Ian Martin is many things. He is a man, certainly. I know this to be a fact as I was once behind in him in the passport queue at Baltimore Airport and the lady doing the checking didn’t so much as flinch. He is unique among people who don’t actually behave as if they’re the only person in the world to have written and acted in both The Thick of It and its American cousin Veep. He is what certain kinds of journalists would call ‘an ex-rocker’ who can be provoked to violence by three bars of jazz and soothed again by being shown a picture of Bach. And he is without doubt my very favourite writer of comic prose in the English language.
The best comic writers are those who not only squirt their ink at the right targets or hammer out the perfect images, they make the language itself funny: the rhythm, the sound, the colour. They’re the ones who make you laugh at the very words they use. That’s Ian Martin. He can spin the English language round his fingers like a conjuror’s coin.
Take the occasion – as related in this book – when he was appointed Architectural Nickname Czar to ensure that new buildings are given better epithets than ‘The Shard’ or ‘The Gherkin’. The list of suggestions that follows is a sustained cannonade of impossible inventiveness and comic poetry, including but not limited to: The Shiny Tumulus, The Stilty Lump, The Skyfister, The Extrudel, The Glandmark and The Sentient Plume. And I simply cannot imagine any other columnist currently thumping a keyboard on a regular basis who would title a piece anything like ‘I Sense My Enemies Massing Like Simpering Starlings’.
That voice is beguiling, unique and rather influential. You’ll find it, among other places, in the mouths of Malcolm Tucker and Selina Meyer, even when it isn’t Ian himself doing the writing. The great Tony Roche, one of the original quartet of filthpots who dishonoured the BBC with the vilely crude unnecessariness of The Thick of It, has said that he coined the word ‘omnishambles’ – later named Word of the Year 2012 by people who imagine such things are a worthwhile expenditure of calories – partly in homage to Ian’s style.
The present volume which you hold in your hands – or, for future readers, which you have think-accessed on the Kindle Mindwave Intranexus™ – is essentially a long bar on which are lined up over a hundred espresso shots of pure Martin. A collection of satirical pieces written for the Architects’ Journal, they naturally, and indeed contractually, take architecture as their subject, but their targets are far wider ranging than that. If you’ll allow me to be a ponce for a minute – or more realistically, if you’ll allow me to continue being a ponce for quite a long while – I would say that they are satires on an entire culture: our politics, the inanity of the consumer society, journalism, faddishness, regional developmental funding, social media, ‘Heritage’ and, in fact, pretty much everything else.
But more than anything, they are a satire on language itself. Or rather, on the way that it’s used now: the self-satisfied idiocy of corporate-speak, the emperor’s-new-clothes-pretension of architects and ‘creatives’, the banality of marketing. I’m reminded about seventy-four times a day of ‘I need some marketing blurt in a nice font. Neutral to the point of meaningless’ from his piece ‘Magnetic Values’. He catches the tone and the timbre of the use and misuse of English and twists it into his own filigree comic structures. By turns angry, contemptuous, resigned, pitying, self-pitying, mischievous, despairing and hopeful, these pieces are never anything less than whirlingly funny; inventive and invective in perfect measure – like S. J. Perelman stubbing his toe.
I once met Ian for lunch. (Not the time he threatened to stab the music speaker with a fork if they didn’t turn the jazz off, but another one.) I was two minutes late, and on arriving at the table I discovered him already seated and a cocktail by my place setting.
‘Hope you don’t mind,’ he said, fishing an olive from his drink, ‘I ordered some martinis.’
Then he got us some stout to go with the chicken livers (you can take the boy out of the East End, etc., etc.), wine for the mains and Armagnac with the dessert.
‘It’s so nice,’ he subtly belched as I tried to remember how to sit on a chair, ‘to find someone who’ll stick with you right from the martinis through to the brandies.’
And that’s what I recommend you do with this book: Don’t dip. You’re in the finest, most entertaining company you could want. Just start with the martinis and go on through to the brandies. Your head will be joyfully spinning as you leave.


## Task
The lines from the one containing "Output a JSON" through the last one in the data: please copy those exactly, and only those, without the pictures.

## Material for this task
=======

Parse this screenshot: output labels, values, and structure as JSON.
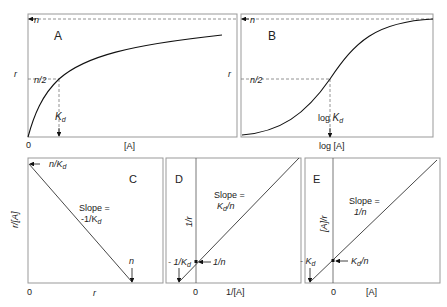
{
  "panels": {
    "A": {
      "letter": "A",
      "ylabel": "r",
      "xlabel": "[A]",
      "origin": "0",
      "tick_n": "n",
      "tick_half": "n/2",
      "kd": "K",
      "kd_sub": "d"
    },
    "B": {
      "letter": "B",
      "ylabel": "r",
      "xlabel": "log [A]",
      "tick_n": "n",
      "tick_half": "n/2",
      "logkd": "log ",
      "kd": "K",
      "kd_sub": "d"
    },
    "C": {
      "letter": "C",
      "ylabel": "r/[A]",
      "xlabel": "r",
      "origin": "0",
      "intercept_y": "n/K",
      "intercept_y_sub": "d",
      "intercept_x": "n",
      "slope_line1": "Slope =",
      "slope_line2": "-1/K",
      "slope_sub": "d"
    },
    "D": {
      "letter": "D",
      "ylabel": "1/r",
      "xlabel": "1/[A]",
      "origin": "0",
      "intercept_x": "- 1/K",
      "intercept_x_sub": "d",
      "intercept_y": "1/n",
      "slope_line1": "Slope =",
      "slope_line2a": "K",
      "slope_sub": "d",
      "slope_line2b": "/n"
    },
    "E": {
      "letter": "E",
      "ylabel": "[A]/r",
      "xlabel": "[A]",
      "origin": "0",
      "intercept_x": "- K",
      "intercept_x_sub": "d",
      "intercept_y_a": "K",
      "intercept_y_sub": "d",
      "intercept_y_b": "/n",
      "slope_line1": "Slope =",
      "slope_line2": "1/n"
    }
  }
}
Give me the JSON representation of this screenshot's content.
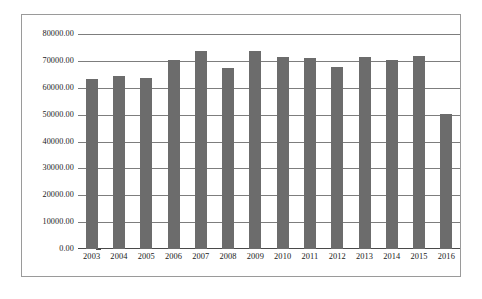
{
  "chart_data": {
    "type": "bar",
    "title": "",
    "subtitle": "",
    "xlabel": "",
    "ylabel": "",
    "categories": [
      "2003",
      "2004",
      "2005",
      "2006",
      "2007",
      "2008",
      "2009",
      "2010",
      "2011",
      "2012",
      "2013",
      "2014",
      "2015",
      "2016"
    ],
    "values": [
      63400,
      64200,
      63600,
      70400,
      73700,
      67400,
      73800,
      71400,
      71200,
      67700,
      71600,
      70300,
      72000,
      50300
    ],
    "series": [
      {
        "name": "",
        "values": [
          63400,
          64200,
          63600,
          70400,
          73700,
          67400,
          73800,
          71400,
          71200,
          67700,
          71600,
          70300,
          72000,
          50300
        ]
      }
    ],
    "ylim": [
      0,
      80000
    ],
    "ytick_values": [
      80000,
      70000,
      60000,
      50000,
      40000,
      30000,
      20000,
      10000,
      0
    ],
    "ytick_labels": [
      "80000.00",
      "70000.00",
      "60000.00",
      "50000.00",
      "40000.00",
      "30000.00",
      "20000.00",
      "10000.00",
      "0.00"
    ],
    "grid": true,
    "grid_axis": "y",
    "legend": false,
    "legend_position": "none",
    "bar_color": "#6c6c6c",
    "gridline_color": "#7d7d7d",
    "axis_color": "#4a4a4a",
    "frame_color": "#9a9a9a",
    "background_color": "#ffffff",
    "annotations": []
  }
}
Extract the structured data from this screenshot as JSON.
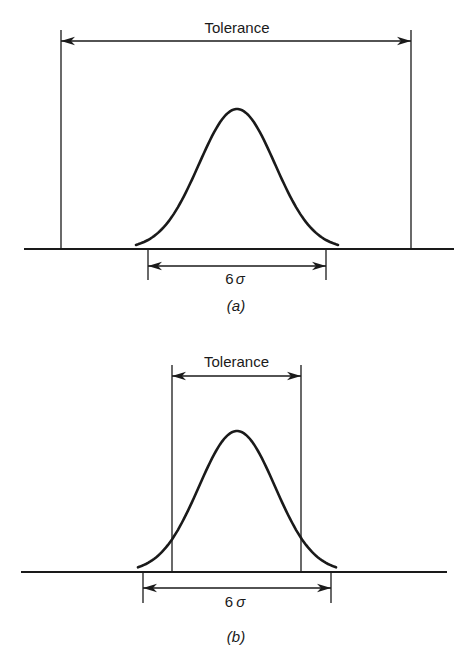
{
  "figure": {
    "panels": [
      {
        "id": "a",
        "caption": "(a)",
        "tolerance_label": "Tolerance",
        "spread_label_num": "6",
        "spread_label_sym": "σ",
        "baseline": {
          "y": 249,
          "x1": 24,
          "x2": 454
        },
        "tolerance": {
          "x1": 61,
          "x2": 411,
          "top": 30,
          "arrow_y": 41,
          "label_y": 34
        },
        "spread": {
          "x1": 148,
          "x2": 326,
          "bottom": 280,
          "arrow_y": 266,
          "label_y": 284
        },
        "curve": {
          "center": 237,
          "peak_y": 109,
          "sigma_px": 38,
          "half_width": 101
        },
        "caption_y": 311
      },
      {
        "id": "b",
        "caption": "(b)",
        "tolerance_label": "Tolerance",
        "spread_label_num": "6",
        "spread_label_sym": "σ",
        "baseline": {
          "y": 572,
          "x1": 21,
          "x2": 447
        },
        "tolerance": {
          "x1": 172,
          "x2": 301,
          "top": 365,
          "arrow_y": 376,
          "label_y": 368
        },
        "spread": {
          "x1": 143,
          "x2": 331,
          "bottom": 603,
          "arrow_y": 588,
          "label_y": 607
        },
        "curve": {
          "center": 237,
          "peak_y": 431,
          "sigma_px": 38,
          "half_width": 99
        },
        "caption_y": 642
      }
    ]
  },
  "chart_data": [
    {
      "type": "line",
      "title": "(a)",
      "description": "Normal distribution whose 6σ spread lies well inside the tolerance limits",
      "annotations": [
        "Tolerance",
        "6σ"
      ],
      "tolerance_width_relative_to_6sigma": 1.97
    },
    {
      "type": "line",
      "title": "(b)",
      "description": "Normal distribution whose 6σ spread exceeds the tolerance limits",
      "annotations": [
        "Tolerance",
        "6σ"
      ],
      "tolerance_width_relative_to_6sigma": 0.69
    }
  ]
}
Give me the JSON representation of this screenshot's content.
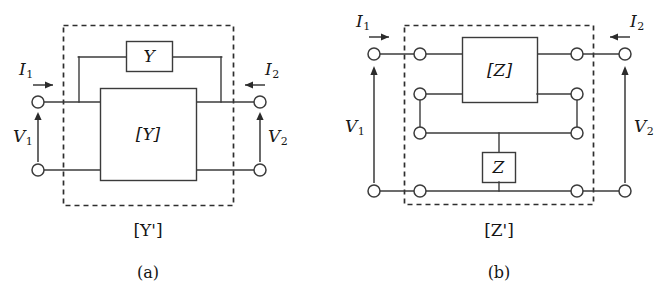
{
  "figure": {
    "type": "circuit-diagram",
    "panels": [
      {
        "id": "a",
        "caption": "(a)",
        "enclosure_label": "[Y']",
        "inner_block_label": "[Y]",
        "parallel_element_label": "Y",
        "ports": {
          "left": {
            "current_label": "I",
            "current_subscript": "1",
            "voltage_label": "V",
            "voltage_subscript": "1",
            "current_direction": "right",
            "voltage_direction": "up"
          },
          "right": {
            "current_label": "I",
            "current_subscript": "2",
            "voltage_label": "V",
            "voltage_subscript": "2",
            "current_direction": "left",
            "voltage_direction": "up"
          }
        }
      },
      {
        "id": "b",
        "caption": "(b)",
        "enclosure_label": "[Z']",
        "inner_block_label": "[Z]",
        "series_element_label": "Z",
        "ports": {
          "left": {
            "current_label": "I",
            "current_subscript": "1",
            "voltage_label": "V",
            "voltage_subscript": "1",
            "current_direction": "right",
            "voltage_direction": "up"
          },
          "right": {
            "current_label": "I",
            "current_subscript": "2",
            "voltage_label": "V",
            "voltage_subscript": "2",
            "current_direction": "left",
            "voltage_direction": "up"
          }
        }
      }
    ]
  },
  "colors": {
    "line": "#3b3b3b",
    "dash": "#2e2e2e",
    "text": "#151515",
    "background": "#ffffff"
  },
  "brackets": {
    "open": "[",
    "close": "]"
  }
}
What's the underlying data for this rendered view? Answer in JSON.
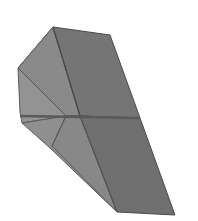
{
  "figure": {
    "background": "#ffffff",
    "colors": {
      "left_upper_face": "#8a8a8a",
      "right_upper_face": "#747474",
      "left_lower_face": "#8f8f8f",
      "right_lower_face": "#6e6e6e",
      "left_wing_face": "#9a9a9a",
      "edge": "#4a4a4a",
      "ridge": "#5a5a5a"
    }
  }
}
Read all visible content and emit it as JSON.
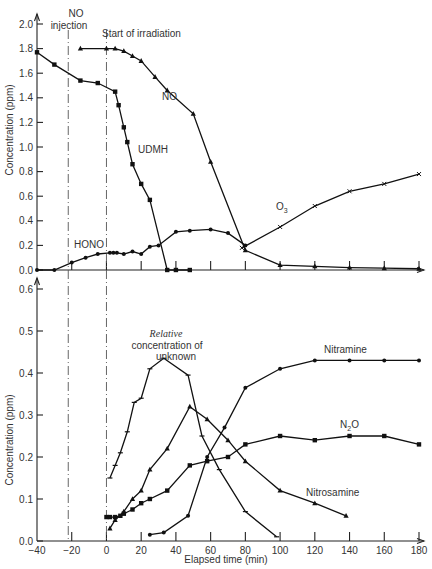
{
  "chart_data": [
    {
      "type": "line",
      "panel": "top",
      "title": "",
      "xlabel": "",
      "ylabel": "Concentration (ppm)",
      "xlim": [
        -40,
        180
      ],
      "ylim": [
        0.0,
        2.0
      ],
      "yticks": [
        "0.0",
        "0.2",
        "0.4",
        "0.6",
        "0.8",
        "1.0",
        "1.2",
        "1.4",
        "1.6",
        "1.8",
        "2.0"
      ],
      "xticks_minor": [
        -40,
        -20,
        0,
        20,
        40,
        60,
        80,
        100,
        120,
        140,
        160,
        180
      ],
      "annotations": [
        {
          "text": "NO",
          "x": -20,
          "y": 1.97
        },
        {
          "text": "injection",
          "x": -20,
          "y": 1.91
        },
        {
          "text": "Start of irradiation",
          "x": 16,
          "y": 1.9
        }
      ],
      "vlines": [
        {
          "x": -22,
          "label": "NO injection"
        },
        {
          "x": 0,
          "label": "Start of irradiation"
        }
      ],
      "series": [
        {
          "name": "NO",
          "marker": "triangle",
          "label_pos": [
            44,
            1.4
          ],
          "x": [
            -15,
            0,
            5,
            10,
            15,
            20,
            28,
            35,
            50,
            60,
            80,
            100,
            120,
            140,
            160,
            180
          ],
          "y": [
            1.8,
            1.8,
            1.8,
            1.78,
            1.74,
            1.7,
            1.57,
            1.46,
            1.27,
            0.88,
            0.16,
            0.04,
            0.03,
            0.02,
            0.015,
            0.01
          ]
        },
        {
          "name": "UDMH",
          "marker": "square",
          "label_pos": [
            32,
            1.06
          ],
          "x": [
            -40,
            -30,
            -15,
            -5,
            5,
            7,
            10,
            12,
            15,
            20,
            25,
            35,
            40,
            48
          ],
          "y": [
            1.77,
            1.67,
            1.54,
            1.52,
            1.45,
            1.34,
            1.16,
            1.04,
            0.86,
            0.7,
            0.57,
            0.0,
            0.0,
            0.0
          ]
        },
        {
          "name": "HONO",
          "marker": "dot",
          "label_pos": [
            -12,
            0.2
          ],
          "x": [
            -40,
            -30,
            -20,
            -12,
            -5,
            2,
            4,
            6,
            10,
            15,
            20,
            25,
            30,
            40,
            48,
            60,
            70,
            80
          ],
          "y": [
            0.0,
            0.0,
            0.06,
            0.1,
            0.13,
            0.14,
            0.14,
            0.14,
            0.13,
            0.15,
            0.13,
            0.19,
            0.2,
            0.31,
            0.32,
            0.33,
            0.3,
            0.2
          ]
        },
        {
          "name": "O3",
          "marker": "x",
          "label_pos": [
            86,
            0.48
          ],
          "x": [
            78,
            100,
            120,
            140,
            160,
            180
          ],
          "y": [
            0.18,
            0.35,
            0.52,
            0.64,
            0.7,
            0.78
          ]
        }
      ]
    },
    {
      "type": "line",
      "panel": "bottom",
      "title": "",
      "xlabel": "Elapsed time (min)",
      "ylabel": "Concentration (ppm)",
      "xlim": [
        -40,
        180
      ],
      "ylim": [
        0.0,
        0.6
      ],
      "xticks": [
        "-40",
        "-20",
        "0",
        "20",
        "40",
        "60",
        "80",
        "100",
        "120",
        "140",
        "160",
        "180"
      ],
      "yticks": [
        "0.0",
        "0.1",
        "0.2",
        "0.3",
        "0.4",
        "0.5",
        "0.6"
      ],
      "annotations": [
        {
          "text": "Relative",
          "x": 33,
          "y": 0.49,
          "style": "italic-serif"
        },
        {
          "text": "concentration of",
          "x": 33,
          "y": 0.47
        },
        {
          "text": "unknown",
          "x": 33,
          "y": 0.45
        }
      ],
      "series": [
        {
          "name": "Relative concentration of unknown",
          "marker": "tick",
          "x": [
            2,
            5,
            8,
            12,
            16,
            20,
            25,
            33,
            47,
            55,
            65,
            80,
            98
          ],
          "y": [
            0.15,
            0.18,
            0.21,
            0.26,
            0.33,
            0.34,
            0.41,
            0.435,
            0.395,
            0.25,
            0.17,
            0.07,
            0.01
          ]
        },
        {
          "name": "Nitramine",
          "marker": "dot",
          "label_pos": [
            127,
            0.445
          ],
          "x": [
            25,
            33,
            47,
            58,
            68,
            80,
            100,
            120,
            140,
            160,
            180
          ],
          "y": [
            0.015,
            0.02,
            0.06,
            0.2,
            0.27,
            0.365,
            0.41,
            0.43,
            0.43,
            0.43,
            0.43
          ]
        },
        {
          "name": "N2O",
          "marker": "square",
          "label_pos": [
            147,
            0.28
          ],
          "x": [
            0,
            2,
            5,
            8,
            10,
            15,
            20,
            25,
            35,
            48,
            58,
            70,
            80,
            100,
            120,
            140,
            160,
            180
          ],
          "y": [
            0.057,
            0.057,
            0.057,
            0.06,
            0.065,
            0.075,
            0.09,
            0.1,
            0.12,
            0.18,
            0.19,
            0.2,
            0.23,
            0.25,
            0.24,
            0.25,
            0.25,
            0.23
          ]
        },
        {
          "name": "Nitrosamine",
          "marker": "triangle",
          "label_pos": [
            128,
            0.115
          ],
          "x": [
            2,
            5,
            10,
            15,
            20,
            25,
            35,
            48,
            58,
            70,
            80,
            100,
            120,
            138
          ],
          "y": [
            0.03,
            0.05,
            0.07,
            0.1,
            0.12,
            0.17,
            0.22,
            0.32,
            0.29,
            0.24,
            0.19,
            0.12,
            0.09,
            0.06
          ]
        }
      ]
    }
  ],
  "labels": {
    "no_injection_line1": "NO",
    "no_injection_line2": "injection",
    "start_irradiation": "Start of irradiation",
    "no": "NO",
    "udmh": "UDMH",
    "hono": "HONO",
    "o3": "O",
    "o3_sub": "3",
    "relative": "Relative",
    "conc_of": "concentration of",
    "unknown": "unknown",
    "nitramine": "Nitramine",
    "n2o_n": "N",
    "n2o_sub": "2",
    "n2o_o": "O",
    "nitrosamine": "Nitrosamine",
    "ylabel": "Concentration (ppm)",
    "xlabel": "Elapsed time (min)"
  }
}
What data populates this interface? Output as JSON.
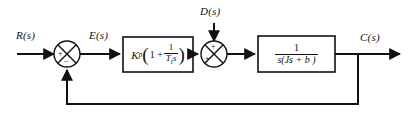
{
  "diagram": {
    "type": "control-block-diagram",
    "width": 408,
    "height": 117,
    "line_color": "#111111",
    "background_color": "#ffffff"
  },
  "signals": {
    "reference": "R(s)",
    "error": "E(s)",
    "disturbance": "D(s)",
    "output": "C(s)"
  },
  "summing_junctions": [
    {
      "id": "error-junction",
      "signs": {
        "left": "+",
        "bottom": "−"
      }
    },
    {
      "id": "disturbance-junction",
      "signs": {
        "top": "+",
        "left": "+"
      }
    }
  ],
  "blocks": [
    {
      "id": "controller",
      "role": "PI controller",
      "gain_symbol": "K",
      "gain_subscript": "p",
      "open_paren": "(",
      "one_plus": "1 +",
      "fraction_numerator": "1",
      "fraction_denominator_symbol": "T",
      "fraction_denominator_subscript": "i",
      "fraction_denominator_var": "s",
      "close_paren": ")",
      "text": "K_p(1 + 1/(T_i s))"
    },
    {
      "id": "plant",
      "role": "Plant / process",
      "fraction_numerator": "1",
      "fraction_denominator": "s(Js + b )",
      "text": "1/(s(Js + b))"
    }
  ],
  "feedback": {
    "type": "unity-feedback",
    "description": "Output fed back to error junction"
  }
}
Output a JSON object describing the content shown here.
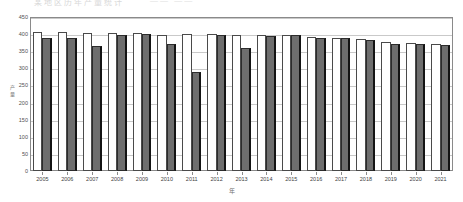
{
  "title": "某地区历年产量统计",
  "legend_strip": "——  ——",
  "axis": {
    "ylabel": "产\n量",
    "xlabel": "年"
  },
  "chart_data": {
    "type": "bar",
    "title": "某地区历年产量统计",
    "xlabel": "年",
    "ylabel": "产量",
    "ylim": [
      0,
      450
    ],
    "yticks": [
      0,
      50,
      100,
      150,
      200,
      250,
      300,
      350,
      400,
      450
    ],
    "grid": true,
    "legend_position": "top",
    "categories": [
      "2005",
      "2006",
      "2007",
      "2008",
      "2009",
      "2010",
      "2011",
      "2012",
      "2013",
      "2014",
      "2015",
      "2016",
      "2017",
      "2018",
      "2019",
      "2020",
      "2021"
    ],
    "series": [
      {
        "name": "系列1",
        "color": "#ffffff",
        "edge_color": "#4a4a4a",
        "values": [
          405,
          405,
          403,
          403,
          402,
          398,
          400,
          400,
          398,
          398,
          397,
          392,
          390,
          385,
          378,
          374,
          372
        ]
      },
      {
        "name": "系列2",
        "color": "#6e6e6e",
        "edge_color": "#2c2c2c",
        "values": [
          388,
          388,
          364,
          397,
          401,
          371,
          289,
          396,
          360,
          394,
          396,
          390,
          388,
          382,
          372,
          370,
          369
        ]
      }
    ]
  },
  "colors": {
    "series_white": "#ffffff",
    "series_gray": "#6e6e6e",
    "grid": "#c9c9c9",
    "frame": "#8a8a8a",
    "text": "#3f3f3f"
  }
}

=======

## Completed exercise
Output a JSON object describing the content shown here.
{
  "title": "某地区历年产量统计",
  "legend_strip": "——  ——",
  "axis": {
    "ylabel": "产\n量",
    "xlabel": "年"
  },
  "chart_data": {
    "type": "bar",
    "title": "某地区历年产量统计",
    "xlabel": "年",
    "ylabel": "产量",
    "ylim": [
      0,
      450
    ],
    "yticks": [
      0,
      50,
      100,
      150,
      200,
      250,
      300,
      350,
      400,
      450
    ],
    "grid": true,
    "legend_position": "top",
    "categories": [
      "2005",
      "2006",
      "2007",
      "2008",
      "2009",
      "2010",
      "2011",
      "2012",
      "2013",
      "2014",
      "2015",
      "2016",
      "2017",
      "2018",
      "2019",
      "2020",
      "2021"
    ],
    "series": [
      {
        "name": "系列1",
        "color": "#ffffff",
        "edge_color": "#4a4a4a",
        "values": [
          405,
          405,
          403,
          403,
          402,
          398,
          400,
          400,
          398,
          398,
          397,
          392,
          390,
          385,
          378,
          374,
          372
        ]
      },
      {
        "name": "系列2",
        "color": "#6e6e6e",
        "edge_color": "#2c2c2c",
        "values": [
          388,
          388,
          364,
          397,
          401,
          371,
          289,
          396,
          360,
          394,
          396,
          390,
          388,
          382,
          372,
          370,
          369
        ]
      }
    ]
  },
  "colors": {
    "series_white": "#ffffff",
    "series_gray": "#6e6e6e",
    "grid": "#c9c9c9",
    "frame": "#8a8a8a",
    "text": "#3f3f3f"
  }
}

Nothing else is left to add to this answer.